Ronald Leach wrote:
Hello, having difficulty setting up a 'secure-only' service on a non-standard port.
Upgraded version on the server to the latest backport available for the server, having saved the conf file. Started from scratch with standard settings. Particularly:
protocol = imap imaps listen = *
Checking wiki1 and wiki2, I think that port 143 can be used for a service in both encrypted and unencrypted operations. (Wiki2 describes how port 143 can be used with or without STARTTLS.)
143 only worked when protocols = imap was present. In this case, Thunderbird (on a Vista client) worked in 'TLS' mode. The log showed authentication using PLAIN, and TLS secured. The wiki implies that TLS provides end to end (client to dovecot) encryption, and (I think) means that the initial username/password exchange is, therefore, also protected. (On the basis that the link protection is built before the authentication sequence is started.)
But I want to force secure working - in some kind of secure-only mode, so that internet-based users can reach the server securely. So I changed the protocols to:
protocol = imaps
with:
disable_plaintext_auth = yes
In this configuration, TB could not connect on 143, but only on 993, *and*, only if TB's SSL option is selected (not its TLS option). This was good, and bad.
Good, because it 'forced' use of a secure connection (assuming that in this mode the connection is *actually* protected end-to-end); the email client asked if Dovecot's certificate should be accepted, so there was certainly some protection going on at some point.
But this was *bad*, I thought, because the wiki suggests http://wiki.dovecot.org/SSL that TLS has replaced SSL, so I am not sure that using SSL is the proper thing to do. Incidentally - almost in a tribute to the wiki article - Dovecot recorded the authentication as TLS.
I think I've disabled insecure access from any client - which is a pity because we have one client application that is not SSL/TLS-capable, as I mentioned before. The Dovecot website also talks about a proxy operation, so I may set up an insecure proxy on our other server, and let that proxy for that one application.
Otherwise, I think it is running securely, which is a good step forward to allow access from the internet.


## What the exercise asks
Repeat the listing exactly, line by line, and leave the pictures behind.

═════ Data shown ═════

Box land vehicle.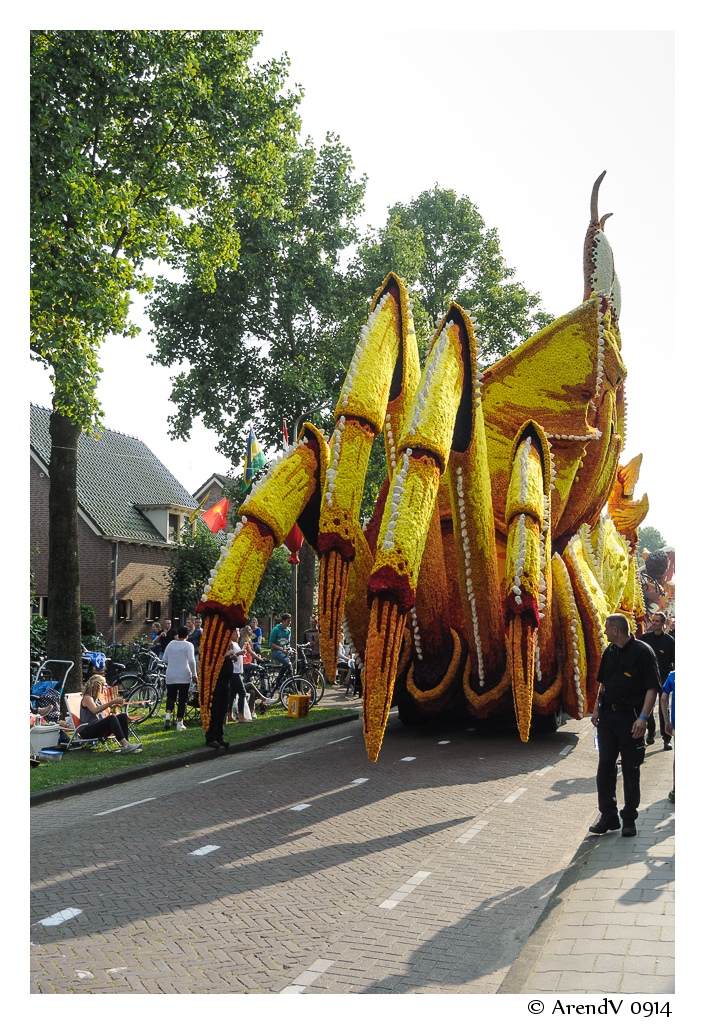
x1=81, y1=641, x2=107, y2=678.
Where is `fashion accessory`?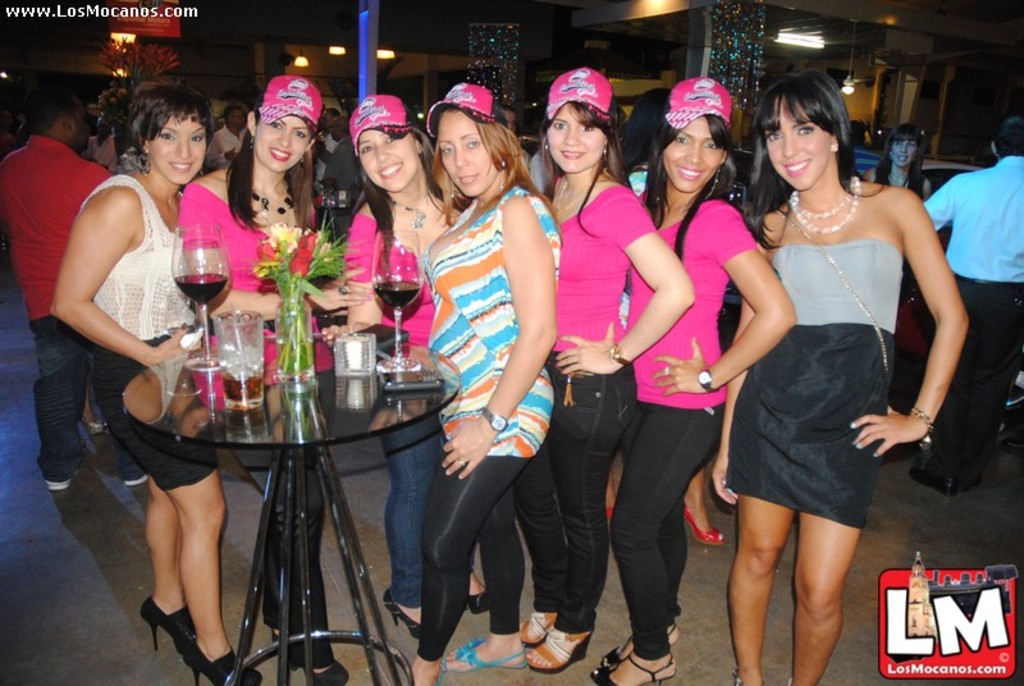
box(257, 70, 321, 128).
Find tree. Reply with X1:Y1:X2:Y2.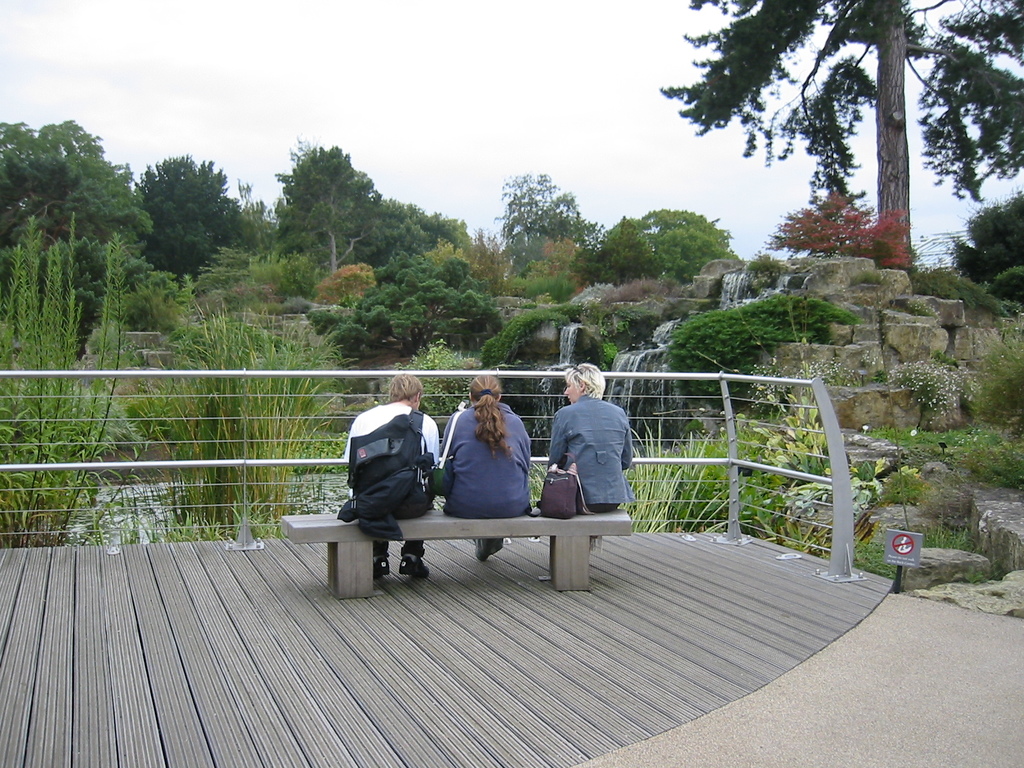
572:201:655:296.
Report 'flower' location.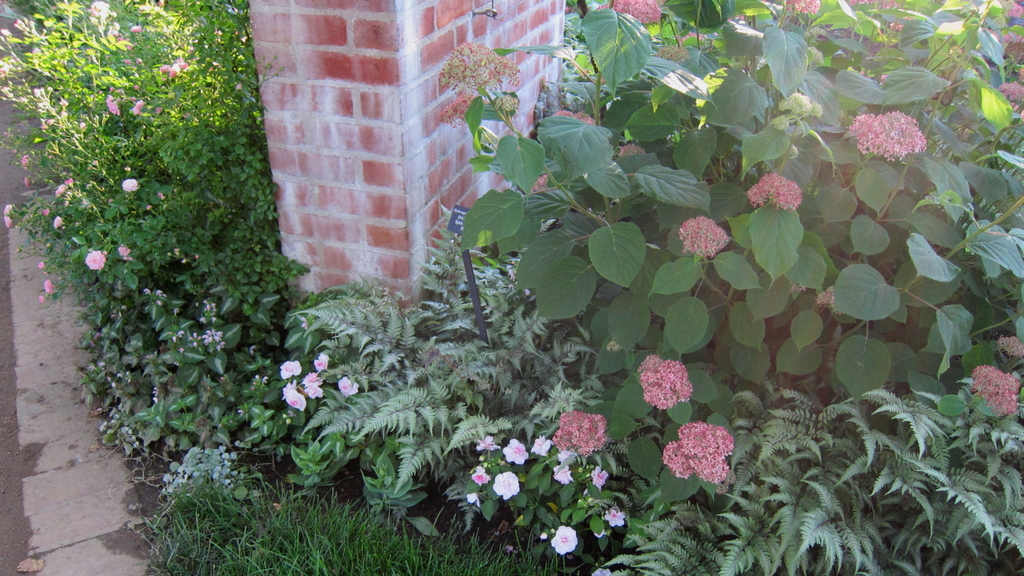
Report: rect(598, 0, 661, 24).
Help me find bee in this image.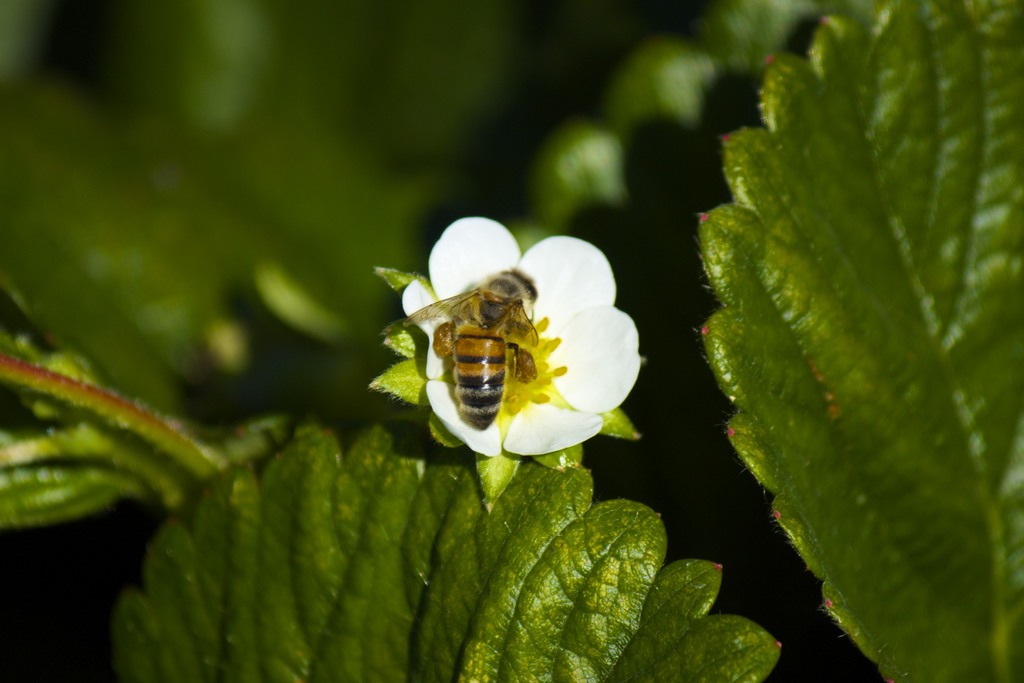
Found it: region(372, 267, 545, 430).
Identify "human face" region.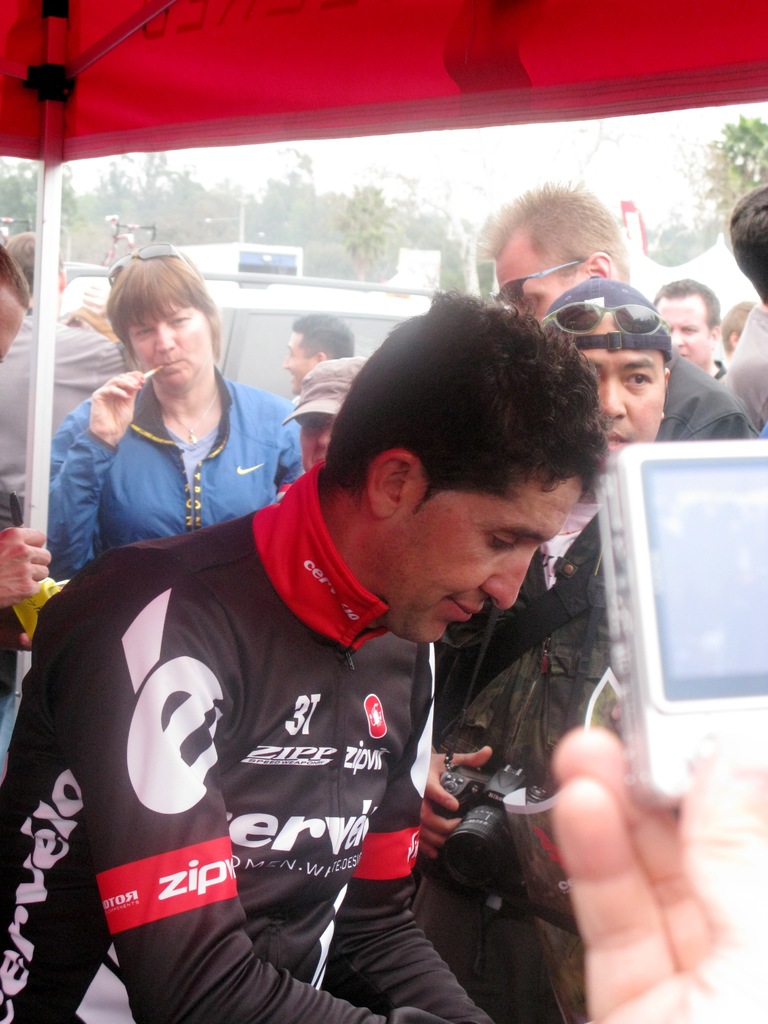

═════

## Answer box
Box land vehicle.
x1=81, y1=641, x2=107, y2=678.
Where is `fashion accessory`?
box(257, 70, 321, 128).
Find tree. Reply with X1:Y1:X2:Y2.
572:201:655:296.
Report 'flower' location.
Report: rect(598, 0, 661, 24).
Help me find bee in this image.
Found it: region(372, 267, 545, 430).
Identify "human face" region.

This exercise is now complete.